Table 5. Cross-loadings.
DLILIMPAPCTE
DL10.8330.3560.2910.3630.2800.312
DL20.8350.3110.3560.3440.3490.220
DL30.8440.3440.3460.3360.2900.325
DL40.8260.3020.3480.3560.3040.297
DL50.8260.3220.3300.3520.2820.292
IL10.3210.8600.3010.3190.2720.252
IL20.3560.8690.3210.3230.3550.267
IL30.3340.8520.2910.2520.2740.245
IM10.3260.3320.8780.3920.3760.265
IM20.3770.2950.8990.4020.3500.293
IM30.3660.3190.8900.3900.3710.267
PA10.3280.2760.4120.8510.7980.234
PA20.3700.3120.3450.8430.4160.345
PA30.3120.2530.3320.8270.3450.342
PA40.2910.2540.3390.8250.3220.406
PA50.3520.2720.3010.8450.4080.330
PC10.2780.2690.3450.5150.8800.249
PC20.3150.2910.4050.5470.8860.227
PC30.3430.3520.3710.5430.8700.245
PC40.3260.3150.3130.5340.8640.266
TE10.2970.2480.2530.3600.2430.878
TE20.3330.2970.2900.3680.2600.896
TE30.2950.2440.2800.3670.2470.889
Table 6. HTMT.
Table 6. HTMT.
DLILIMPAPCTE
DL
IL0.458
IM0.4560.419
PA0.4720.4040.500
PC0.4030.4050.4640.650
TE0.3960.3510.3570.4800.320
Table 7. VIF.
Table 7. VIF.
VIF
DL12.187
DL22.172
DL32.284
DL42.095
DL52.098
IL11.858
IL21.850
IL31.873
IM12.139
IM22.422
IM32.278
PA11.205
PA22.494
PA32.713
PA42.366
PA52.582
PC12.663
PC22.629
PC32.356
PC42.362
TE12.128
TE22.361
TE32.265
Table 8. R2 Value.
Table 8. R2 Value.
R2
DL0.782
IM0.762
PA0.742
PC0.374
Table 9. Results of hypotheses testing.
Table 9. Results of hypotheses testing.
HypothesesRelationshipPath Coeffcientp ValuesCondition
H1IL → DL0.2230.000 ***Support
H2aIL → PA0.2260.000 ***Support
H2bIL → IM0.2000.000 ***Support
H2cPC → DL0.0730.185No Support
H2dPA → DL0.2100.001 ***Support
H2eIM → DL0.1990.000 ***Support
H3aIL → PA → DL0.1380.005 **Support
H3bPA → PC → DL0.0440.190No Support
H4aIL → IM → DL0.0400.003 **Support
H4bPA → IM → DL0.0530.003 **Support
H4cPC → IM → DL0.0360.018 **Support
H5TE * IL → PA0.1380.001 ***Support
Note: *, **, and *** represent p values < 0.05, ≤0.01, and ≤0.001, respectively.
Disclaimer/Publisher’s Note: The statements, opinions and data contained in all publications are solely those of the individual author(s) and contributor(s) and not of MDPI and/or the editor(s).
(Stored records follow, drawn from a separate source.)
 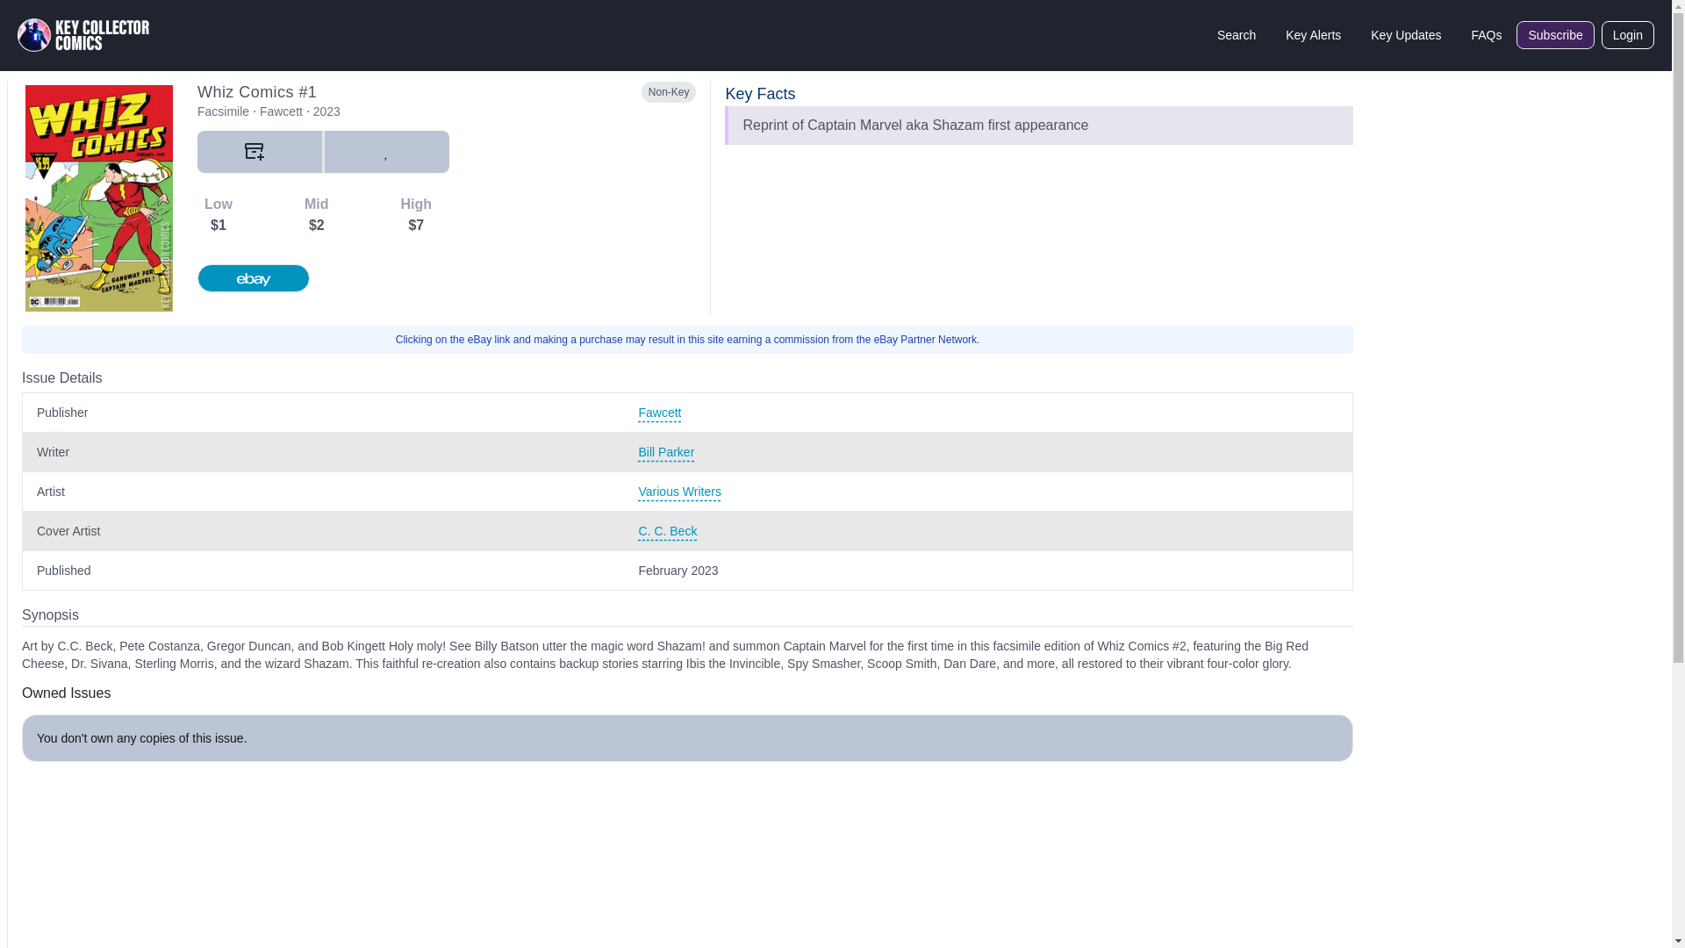 What do you see at coordinates (988, 492) in the screenshot?
I see `Various Writers` at bounding box center [988, 492].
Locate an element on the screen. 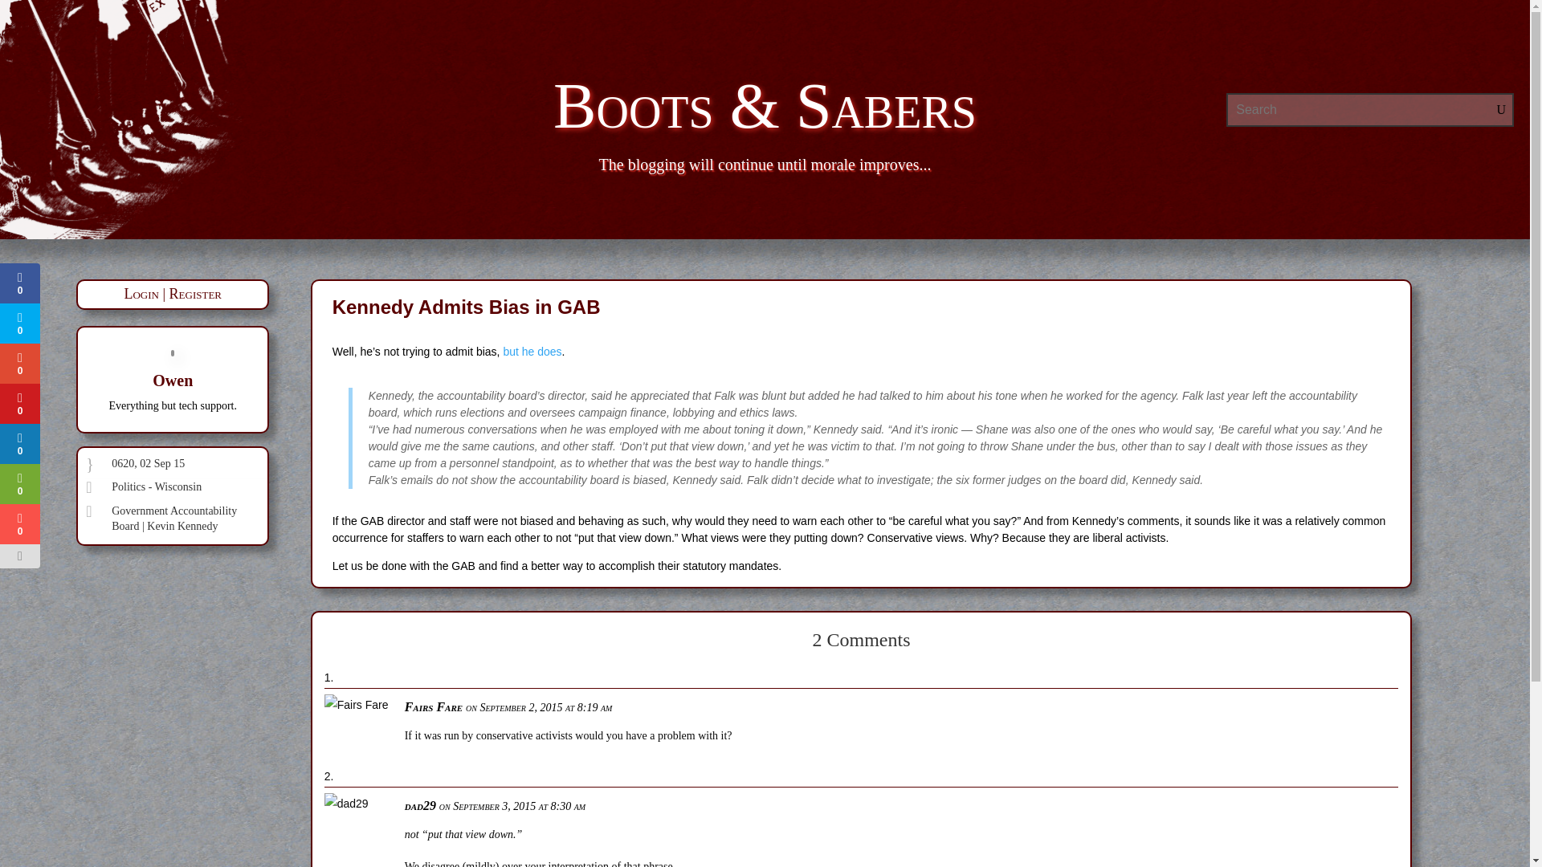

MDPI and/or the editor(s) disclaim responsibility for any injury to people or property resulting from any ideas, methods, instructions or products referred to in the content.

Share and Cite

MDPI and ACS Style

Zhou, Q.; Zhang, H.; Li, F. The Impact of Online Interactive Teaching on University Students’ Deep Learning—The Perspective of Self-Determination. Educ. Sci. 2024, 14, 664. https://doi.org/10.3390/educsci14060664

AMA Style

Zhou Q, Zhang H, Li F. The Impact of Online Interactive Teaching on University Students’ Deep Learning—The Perspective of Self-Determination. Education Sciences. 2024; 14(6):664. https://doi.org/10.3390/educsci14060664

Chicago/Turabian Style

Zhou, Qingyi, Hongfeng Zhang, and Fanbo Li. 2024. "The Impact of Online Interactive Teaching on University Students’ Deep Learning—The Perspective of Self-Determination" Education Sciences 14, no. 6: 664. https://doi.org/10.3390/educsci14060664

APA Style

Zhou, Q., Zhang, H., & Li, F. (2024). The Impact of Online Interactive Teaching on University Students’ Deep Learning—The Perspective of Self-Determination. Education Sciences, 14(6), 664. https://doi.org/10.3390/educsci14060664

Note that from the first issue of 2016, this journal uses article numbers instead of page numbers. See further details here.